Often the study is designed so that neither the participants nor the investigators will know which treatment each person is getting. This is called a 'double-blind' trial and it produces more reliable results. To further reduce the risk of bias - when incorrect conclusions are drawn due to prejudices - the participants can be allocated at random to the two treatments being compared. If both these rules are applied, the study is called a randomised double-blind trial. The researchers will also check for any side effects.
Once a drug has been through all of these stages of testing, which can take ten to 12 years, it can be considered for licensing by the relevant body. When a licence application is submitted, the researchers must provide all results from the trial, both positive and negative. If a medicine is granted a licence by the MHRA it can then be sold in the UK.

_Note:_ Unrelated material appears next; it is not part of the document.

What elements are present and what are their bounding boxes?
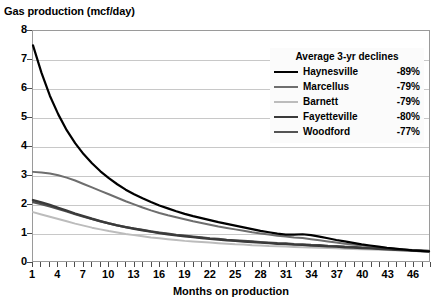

Sometimes Phase IV trials are carried out after a treatment has been granted a licence to find out more about the long-term risks, benefits and use, or to test the product in different populations, such as children. These are called post-marketing studies and they are also important because some side effects are quite rare and may only show up once a drug has been used by thousands or hundreds of thousands of people.
Licensing
The licensing body in the UK is the MHRA. It must ensure that medicines, healthcare products and medical equipment meet appropriate standards of safety, quality, performance and effectiveness. In arriving at a decision whether or not to grant a licence, the MHRA often seeks independent expert advice from bodies such as the Commission on Human Medicines.Experts will take into account the nature of the illness to be treated as well as the duration, dosage and formulation of the treatment. Evaluating the beneficial effects of a treatment against the possible harmful effects is complex. Serious side effects may be an acceptable trade off when the treatment can cure a condition that would otherwise be deadly, but not when the disease is minor, for example.
Participating in clinical trials
Anyone considering whether or not to take part in a clinical trial should be advised about the potential risks and benefits of participating before they make their decision. They must also be free to withdraw from the trial at any time without prejudicing their future medical care.If the subject is a child or incapacitated adult, a legal representative must give informed consent on their behalf. Participants should be reimbursed financially for any out-of-pocket expenses that they incur through participation, such as travel expenses. However, payment should not be an inducement for a person to take part in a trial. At the end of the trial the experimental treatment might stop.
This can be a problem if the patients who received the treatment benefited from it and, therefore, wish to continue on the therapy. If the drug has been licensed it can be prescribed on the NHS or the trial's sponsor might agree to continue to provide it free of charge to the participants even after the trial has stopped. If the drug has not been licensed it can sometimes be provided on a named patient basis or by means of a doctor's exemption certificate from the MHRA.